[cabfpub] Naming rules

Geoff Keating geoffk at apple.com
Sun Mar 26 20:06:28 MST 2017


Although these are all good points, it’s worth mentioning that the BR rules for what has to go in a subject name are intentionally quite lax, because after all, you can just omit the whole thing and issue a DV certificate.  So I think it’s somewhat intentional that you can have certificates for different entities that look the same.

Perhaps a more interesting question is this: suppose you were issuing an OV certificate and you wanted to do it really well, so you were going to fill in all the information just like it was EV (but presumably without the more extensive EV checks).  In this case, you’d fill in streetAddress for the Delano example below, wouldn’t you?  (After checking that it matches the address on the DBA registration form, presumably—but without the site visit you would need to do for a real EV certificate.)  And maybe also fill in jurisdictionOfRegistration if these were real legal entities.

So maybe this is another case where we want to try to converge the BR and EV standards, and have OV just be an EV certificate with data missing and less validation.

> On 26 Mar 2017, at 9:41 am, Peter Bowen via Public <public at cabforum.org> wrote:
> 
>> 
>> On Mar 25, 2017, at 1:20 PM, Peter Bowen via Public <public at cabforum.org> wrote:
>> 
>> 
>>> On Mar 25, 2017, at 12:53 PM, Ryan Sleevi <sleevi at google.com> wrote:
>>> 
>>> On Sat, Mar 25, 2017 at 3:38 PM, Peter Bowen <pzb at amzn.com> wrote:
>>> Who cares if there are collisions in cert subjects?  We already have that possibility and this doesn’t really change that.
>>> 
>>> Can you provide an example using the current validation requirements? I would think that the need for names to be meaningful and the validation procedures would exist to disambiguate these names by using a unique (for purpose) construction.
>> 
>> We allow individual names in certificates.  There is zero requirement that only one person with an unique name live in the same city.  Growing up we used to routinely get calls for someone who had the same name as my father who lived all of three blocks from us.
>> 
>> Additionally, looking at https://arcc.sdcounty.ca.gov/pages/fbn-info.aspx it explicitly says:
>> 
>> "All prospective registrants are cautioned that REGISTRATION OF A FICTITIOUS NAME DOES NOT GUARANTEE EXCLUSIVE USE OF THAT NAME.”
> 
> In addition to this, it notes that there is no state registration of fictitious names, it is handled at the county level.  However communities (localities) can span county lines.  For example:
> 
> 1998 ROAD 152
> DELANO CA 93215-9437
> is in Tulare County, while
> 
> 728 MAIN ST
> DELANO CA 93215-2936
> is in Kern County.
> 
> Under California law and according to the BRs, two unrelated businesses, if they had these addresses, could each be validated for:
> 
> /C=US/ST=California/L=Delano/O=Turquoise Haberdashery
> 
>>> Would it help if we moved the Subject Identified requirements to an overlay guideline such that the BRs only covered Internet-scope validation (e.g. just dNSName, ipAddress, SRVName, and maybe rfc822Address)?
>>> 
>>> And commonName
>> 
>> OK.  If the BRs only covered GeneralNames in the SubjectAlternativeName extension of types dNSName, ipAddress, rfc822Address and otherName (of type SRVName) and Subject Attributes of type commonName, would that help?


> [HOW TO COMPLETE THIS TASK]: For the entries below, work out how many lines include the string "structured", then write only that number.

> [SOURCE MATERIAL]:
Start of Block
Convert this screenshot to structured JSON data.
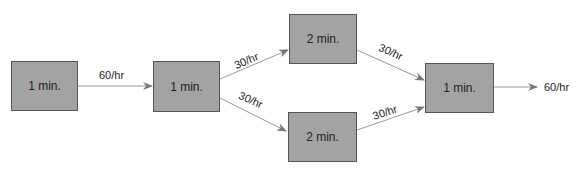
{
  "diagram": {
    "type": "process-flow",
    "stations": [
      {
        "id": "s1",
        "label": "1 min."
      },
      {
        "id": "s2",
        "label": "1 min."
      },
      {
        "id": "s3",
        "label": "2 min."
      },
      {
        "id": "s4",
        "label": "2 min."
      },
      {
        "id": "s5",
        "label": "1 min."
      }
    ],
    "flows": [
      {
        "from": "s1",
        "to": "s2",
        "label": "60/hr"
      },
      {
        "from": "s2",
        "to": "s3",
        "label": "30/hr"
      },
      {
        "from": "s2",
        "to": "s4",
        "label": "30/hr"
      },
      {
        "from": "s3",
        "to": "s5",
        "label": "30/hr"
      },
      {
        "from": "s4",
        "to": "s5",
        "label": "30/hr"
      },
      {
        "from": "s5",
        "to": "out",
        "label": "60/hr"
      }
    ],
    "colors": {
      "box_fill": "#a3a3a3",
      "box_border": "#555555",
      "arrow": "#888888"
    }
  }
}
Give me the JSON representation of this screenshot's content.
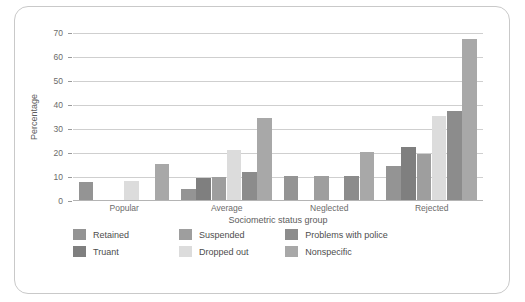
{
  "chart_data": {
    "type": "bar",
    "title": "",
    "xlabel": "Sociometric status group",
    "ylabel": "Percentage",
    "categories": [
      "Popular",
      "Average",
      "Neglected",
      "Rejected"
    ],
    "ylim": [
      0,
      70
    ],
    "yticks": [
      0,
      10,
      20,
      30,
      40,
      50,
      60,
      70
    ],
    "grid": true,
    "legend_position": "bottom-left",
    "series": [
      {
        "name": "Retained",
        "color": "#949494",
        "values": [
          7.5,
          4.5,
          10.0,
          14.0
        ]
      },
      {
        "name": "Truant",
        "color": "#7f7f7f",
        "values": [
          0.0,
          9.0,
          0.0,
          22.0
        ]
      },
      {
        "name": "Suspended",
        "color": "#9e9e9e",
        "values": [
          0.0,
          9.5,
          10.0,
          19.0
        ]
      },
      {
        "name": "Dropped out",
        "color": "#dcdcdc",
        "values": [
          8.0,
          21.0,
          0.0,
          35.0
        ]
      },
      {
        "name": "Problems with police",
        "color": "#8c8c8c",
        "values": [
          0.0,
          11.5,
          10.0,
          37.0
        ]
      },
      {
        "name": "Nonspecific",
        "color": "#a8a8a8",
        "values": [
          15.0,
          34.0,
          20.0,
          67.0
        ]
      }
    ]
  },
  "legend": {
    "rows": [
      [
        {
          "label": "Retained",
          "color": "#949494"
        },
        {
          "label": "Suspended",
          "color": "#9e9e9e"
        },
        {
          "label": "Problems with police",
          "color": "#8c8c8c"
        }
      ],
      [
        {
          "label": "Truant",
          "color": "#7f7f7f"
        },
        {
          "label": "Dropped out",
          "color": "#dcdcdc"
        },
        {
          "label": "Nonspecific",
          "color": "#a8a8a8"
        }
      ]
    ]
  }
}
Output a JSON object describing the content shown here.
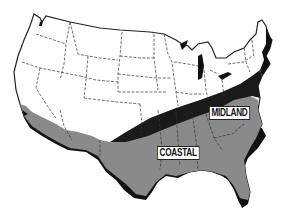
{
  "map": {
    "subject": "Contiguous United States",
    "style": "black-and-white halftone map with dashed state boundaries",
    "regions": [
      {
        "name": "Midland",
        "label": "MIDLAND",
        "fill": "#1a1a1a"
      },
      {
        "name": "Coastal",
        "label": "COASTAL",
        "fill": "#8a8a8a"
      }
    ],
    "colors": {
      "land": "#ffffff",
      "outline": "#222222",
      "state_border": "#333333",
      "midland": "#1a1a1a",
      "coastal": "#8a8a8a",
      "shadow": "#111111"
    }
  },
  "labels": {
    "midland": "MIDLAND",
    "coastal": "COASTAL"
  }
}
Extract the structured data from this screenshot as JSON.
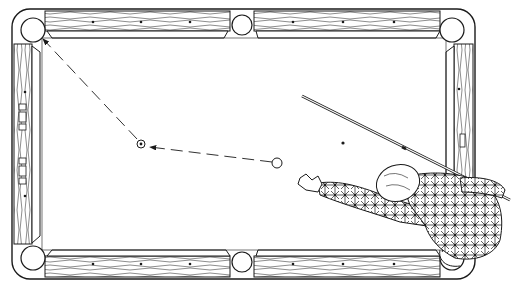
{
  "diagram": {
    "colors": {
      "ink": "#1a1a1a",
      "paper": "#ffffff"
    },
    "table": {
      "outer": {
        "x": 12,
        "y": 9,
        "w": 463,
        "h": 270,
        "r": 18
      },
      "bed": {
        "x": 42,
        "y": 38,
        "w": 405,
        "h": 212
      },
      "pockets": [
        {
          "id": "top-left",
          "cx": 33,
          "cy": 30,
          "r": 12
        },
        {
          "id": "top-middle",
          "cx": 242,
          "cy": 25,
          "r": 10
        },
        {
          "id": "top-right",
          "cx": 452,
          "cy": 30,
          "r": 12
        },
        {
          "id": "bottom-left",
          "cx": 33,
          "cy": 258,
          "r": 12
        },
        {
          "id": "bottom-middle",
          "cx": 242,
          "cy": 262,
          "r": 10
        },
        {
          "id": "bottom-right",
          "cx": 452,
          "cy": 258,
          "r": 12
        }
      ],
      "diamonds": [
        [
          93,
          22
        ],
        [
          141,
          22
        ],
        [
          190,
          22
        ],
        [
          293,
          22
        ],
        [
          343,
          22
        ],
        [
          394,
          22
        ],
        [
          93,
          264
        ],
        [
          141,
          264
        ],
        [
          190,
          264
        ],
        [
          293,
          264
        ],
        [
          343,
          264
        ],
        [
          394,
          264
        ],
        [
          25,
          92
        ],
        [
          25,
          144
        ],
        [
          25,
          196
        ],
        [
          459,
          89
        ]
      ]
    },
    "balls": [
      {
        "id": "object-ball",
        "cx": 141,
        "cy": 144,
        "r": 4,
        "marked": true
      },
      {
        "id": "cue-ball",
        "cx": 277,
        "cy": 163,
        "r": 5,
        "marked": false
      }
    ],
    "spot": {
      "cx": 343,
      "cy": 143,
      "r": 1.6
    },
    "shot_path": [
      {
        "from": [
          272,
          162
        ],
        "to": [
          150,
          147
        ],
        "arrow": true
      },
      {
        "from": [
          137,
          139
        ],
        "to": [
          42,
          38
        ],
        "arrow": true
      }
    ],
    "cue_stick": {
      "from": [
        302,
        96
      ],
      "to": [
        510,
        200
      ]
    },
    "player": {
      "description": "player leaning over table bridging hand, patterned shirt"
    }
  }
}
End of Block
> [RESPONSE TO THIS TASK]: 2